◆ GOAL OF THE EXERCISE ◆
Reproduce every entry word for word. Drop all pictures from the copy.

◆ EXTRACTED DATA ◆
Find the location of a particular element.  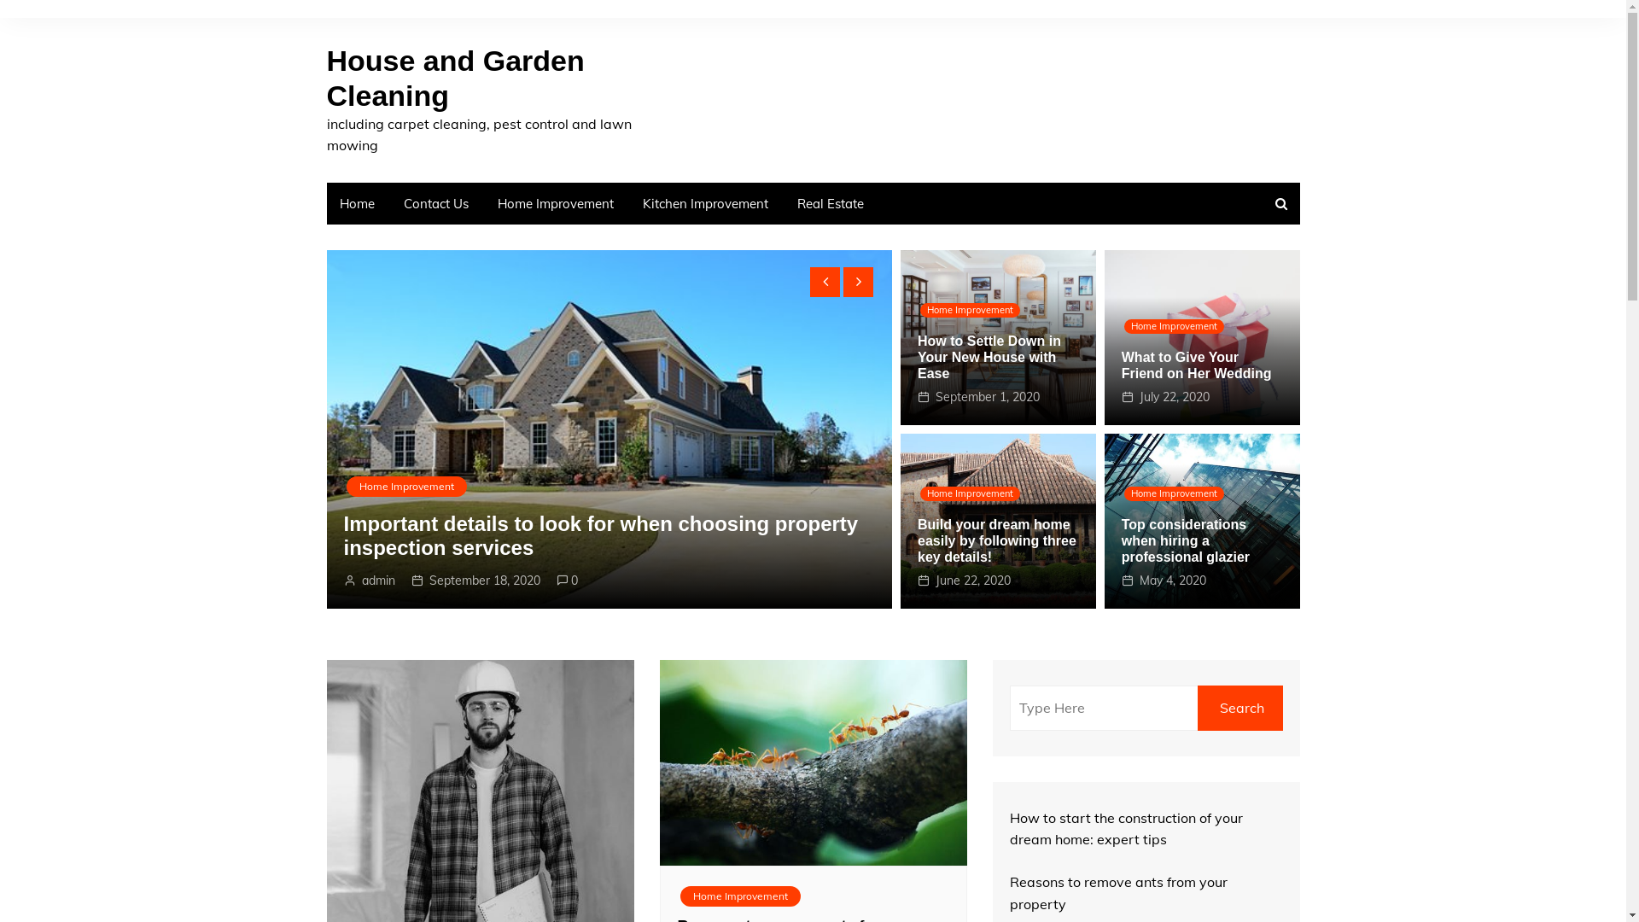

September 1, 2020 is located at coordinates (988, 397).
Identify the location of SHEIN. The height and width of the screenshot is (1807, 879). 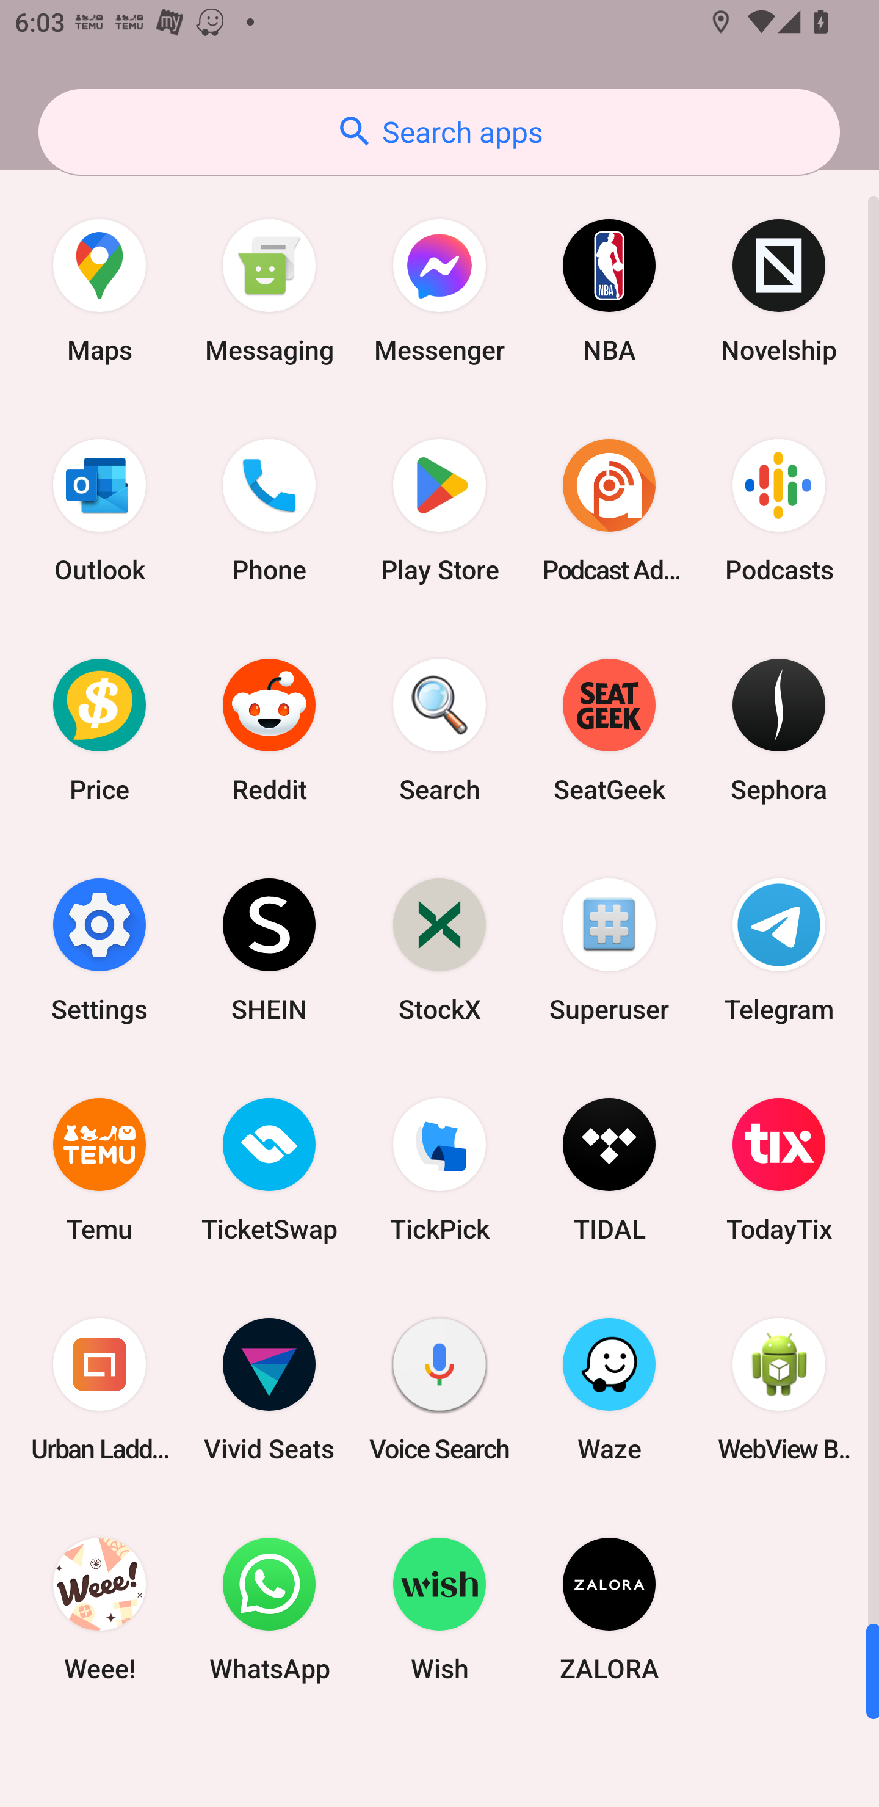
(269, 949).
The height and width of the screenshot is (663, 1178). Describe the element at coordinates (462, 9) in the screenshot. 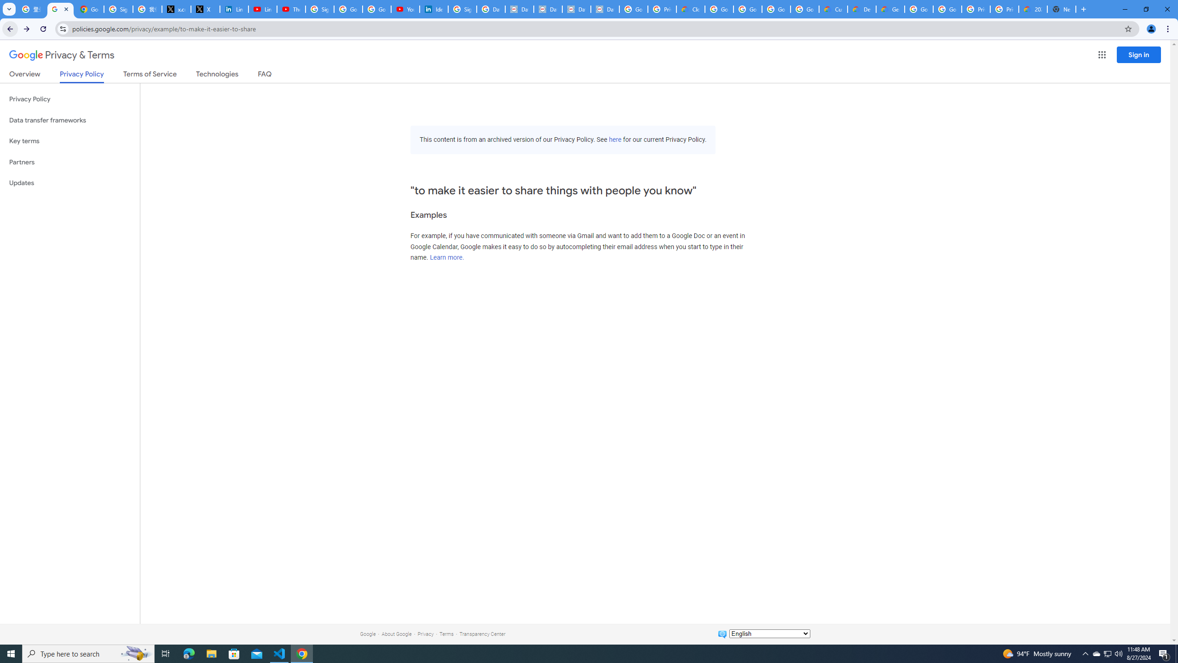

I see `Sign in - Google Accounts` at that location.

◆ RESULT OF THIS EXERCISE ◆
Find the location of a particular element.  

September 1, 2020 is located at coordinates (988, 397).
Identify the location of SHEIN. The height and width of the screenshot is (1807, 879). 
(269, 949).
The height and width of the screenshot is (663, 1178). Describe the element at coordinates (462, 9) in the screenshot. 

I see `Sign in - Google Accounts` at that location.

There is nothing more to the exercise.